May 10, 2006

HELP THE EVILDOERS AND YOU GET TO LIVE (via Tom Morin):

Anatomy of a Hostage Crisis: The drama may be over for German hostages held in Iraq for more than three months, but the Berlin government is still taking heat from critics who say that paying ransoms will create an open season on Germans in the Middle East. (Ralf Beste, Juergen Dahlkamp, Holger Stark and Steffen Winter, 5/08/06, Der Spiegel)

Even after the hostage drama in Iraq had come to a happy end, Reinhard Silberberg, the head of the German crisis task force that led the operation vowed to stand by the concessions his government had made while the hostages were still being held. The German government plans to withhold any information about the "details of the effort or the exact circumstances of the hostages' release," Silberberg said last Tuesday.

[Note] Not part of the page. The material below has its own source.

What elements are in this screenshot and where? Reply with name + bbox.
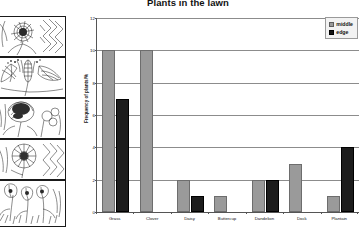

There are good reasons behind the government's reluctance to make the information public. The official take is that the authorities want to avoid putting ideas into future hostage-takers' heads. But there are also two other reasons the government is less willing to discuss. Although no one doubts that the rescue of German hostages René Bräunlich and Thomas Nitzschke was a success, it came at a steep price. Indeed, the ransom the German government paid for the release of the two men exceeded the $5 million it had paid for archaeologist Susanne Osthoff's release in Iraq in December by several million.


The terrorists only release hostages if there's been a deal, either after or before they were taken.